See Noise Hear Light Sunday
Arrington de Dionyso Eye Contact Kiyoharu Kuwayama Maryanne Amacher Matt Hulse Rina Kijima Tetsuya Umeda
Freeform Super 8mm documentation of Sunday at Instal 06 by filmmaker Matt Hulse.
Arika have been creating events since 2001. The Archive is space to share the documentation of our work, over 600 events from the past 20 years. Browse the archive by event, artists and collections, explore using theme pairs, or use the index for a comprehensive overview.
Freeform Super 8mm documentation of Sunday at Instal 06 by filmmaker Matt Hulse.
Join activists, academics and artists as they reflect on abolitionist praxis and thought, exploring covergences with gender, poetry, technology, performance, speculation, aesthetics, film and culture. This series of events commemorates Black August and is for anyone who wishes to answer the abolitionist call to action and thought.
Can we find ideas of queer anarchism, failure and low theory in popular culture?
Hartmut led “a workshop in the old-fashioned way of discussion, mutual exploration of ideas and samples; trying out what can be shared and where the fault lines show.”
4 days of workshops, discussions and artists presentations exploring the radical act of caring for each other while working to change the world.
How do people living with disability see themselves in today’s sexualised culture? How do we imagine our crip sexual selves despite society wanting to reduce us to non-erotic bodies?
Thinking against the monoculturalism of Western thought—of faith, affection, sexuality and gender—which completely lacks any utility to, or descriptive value of Indigenous worldviews.
Transfeminist, communist, revolutionary poetry that refuses to flinch. Nat Raha presents new work in the nine.
The mutability of the body and the mobility of identity: queered pop culture, drag, lip-sync and performance.
A somehow hyper-modern, ancient and folkloric lip-synced, made-up, fashioned performance.
Two-parts Helhesten spit strangled shanties and cracked reeds from under a net of the Glasgow Improv Orchestra’s six-strings and one moustache.
Like walking through the abstracted amalgamation of 30 or so storms, trays of water shaken by thunder, light bouncing off pools.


**Exercise details**
If a line comes after the one containing "Image is 644x317 pixels.", leave it out; copy every line before it, and that line too, exactly as written, starting from the first line of the entries.

Entries taken from a collection:
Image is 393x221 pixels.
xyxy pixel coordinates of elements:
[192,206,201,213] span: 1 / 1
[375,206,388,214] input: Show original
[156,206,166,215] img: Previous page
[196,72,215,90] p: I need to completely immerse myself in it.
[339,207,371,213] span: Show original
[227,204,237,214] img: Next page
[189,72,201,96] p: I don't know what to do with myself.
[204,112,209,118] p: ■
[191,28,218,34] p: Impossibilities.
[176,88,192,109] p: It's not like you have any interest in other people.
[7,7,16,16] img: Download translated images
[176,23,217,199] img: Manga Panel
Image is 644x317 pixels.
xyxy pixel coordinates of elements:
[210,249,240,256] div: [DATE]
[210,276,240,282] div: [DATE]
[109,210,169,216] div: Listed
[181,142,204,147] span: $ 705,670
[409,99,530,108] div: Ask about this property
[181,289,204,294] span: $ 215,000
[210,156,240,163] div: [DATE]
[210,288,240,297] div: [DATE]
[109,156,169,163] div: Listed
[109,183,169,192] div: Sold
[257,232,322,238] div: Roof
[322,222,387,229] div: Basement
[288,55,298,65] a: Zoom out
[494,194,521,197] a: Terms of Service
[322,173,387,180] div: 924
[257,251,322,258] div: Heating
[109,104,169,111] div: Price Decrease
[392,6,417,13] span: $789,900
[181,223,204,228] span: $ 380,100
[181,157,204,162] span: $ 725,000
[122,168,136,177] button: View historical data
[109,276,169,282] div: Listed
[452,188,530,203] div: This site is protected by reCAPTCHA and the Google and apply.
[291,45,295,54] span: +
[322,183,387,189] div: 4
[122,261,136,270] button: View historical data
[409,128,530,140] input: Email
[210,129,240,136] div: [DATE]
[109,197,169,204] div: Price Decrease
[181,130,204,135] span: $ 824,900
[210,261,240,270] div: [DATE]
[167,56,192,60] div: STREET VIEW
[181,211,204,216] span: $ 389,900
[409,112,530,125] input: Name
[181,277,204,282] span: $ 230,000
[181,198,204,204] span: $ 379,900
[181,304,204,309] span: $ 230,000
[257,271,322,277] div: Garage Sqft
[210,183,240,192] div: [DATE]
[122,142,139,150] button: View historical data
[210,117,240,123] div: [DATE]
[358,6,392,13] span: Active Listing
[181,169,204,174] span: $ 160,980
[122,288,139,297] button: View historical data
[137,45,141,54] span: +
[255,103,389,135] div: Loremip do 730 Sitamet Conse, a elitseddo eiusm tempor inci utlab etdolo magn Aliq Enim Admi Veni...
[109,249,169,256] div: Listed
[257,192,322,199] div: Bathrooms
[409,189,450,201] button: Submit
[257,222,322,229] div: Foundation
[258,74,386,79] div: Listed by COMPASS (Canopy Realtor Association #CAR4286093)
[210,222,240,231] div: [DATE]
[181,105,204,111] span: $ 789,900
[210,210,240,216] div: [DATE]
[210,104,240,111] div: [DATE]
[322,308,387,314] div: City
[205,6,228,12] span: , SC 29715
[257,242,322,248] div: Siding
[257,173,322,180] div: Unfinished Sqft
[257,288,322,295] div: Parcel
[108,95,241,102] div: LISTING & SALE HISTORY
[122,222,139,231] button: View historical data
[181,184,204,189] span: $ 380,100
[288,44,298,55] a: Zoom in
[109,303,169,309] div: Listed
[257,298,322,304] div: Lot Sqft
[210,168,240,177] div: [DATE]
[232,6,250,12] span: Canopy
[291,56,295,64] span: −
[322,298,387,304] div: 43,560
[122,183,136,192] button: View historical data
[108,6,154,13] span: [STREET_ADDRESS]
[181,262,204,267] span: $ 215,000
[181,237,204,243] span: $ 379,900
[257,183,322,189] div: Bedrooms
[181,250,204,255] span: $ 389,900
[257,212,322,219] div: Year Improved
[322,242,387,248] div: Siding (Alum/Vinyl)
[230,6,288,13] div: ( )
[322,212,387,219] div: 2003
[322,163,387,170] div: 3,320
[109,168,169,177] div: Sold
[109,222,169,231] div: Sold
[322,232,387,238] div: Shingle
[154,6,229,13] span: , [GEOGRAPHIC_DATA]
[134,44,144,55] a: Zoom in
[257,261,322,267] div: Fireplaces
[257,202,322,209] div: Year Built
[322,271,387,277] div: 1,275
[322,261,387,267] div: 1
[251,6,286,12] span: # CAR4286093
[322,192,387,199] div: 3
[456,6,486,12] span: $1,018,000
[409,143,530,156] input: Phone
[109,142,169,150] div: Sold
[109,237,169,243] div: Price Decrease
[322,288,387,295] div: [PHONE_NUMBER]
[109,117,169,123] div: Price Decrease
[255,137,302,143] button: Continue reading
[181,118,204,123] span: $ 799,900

**Output below**
Image is 393x221 pixels.
xyxy pixel coordinates of elements:
[192,206,201,213] span: 1 / 1
[375,206,388,214] input: Show original
[156,206,166,215] img: Previous page
[196,72,215,90] p: I need to completely immerse myself in it.
[339,207,371,213] span: Show original
[227,204,237,214] img: Next page
[189,72,201,96] p: I don't know what to do with myself.
[204,112,209,118] p: ■
[191,28,218,34] p: Impossibilities.
[176,88,192,109] p: It's not like you have any interest in other people.
[7,7,16,16] img: Download translated images
[176,23,217,199] img: Manga Panel
Image is 644x317 pixels.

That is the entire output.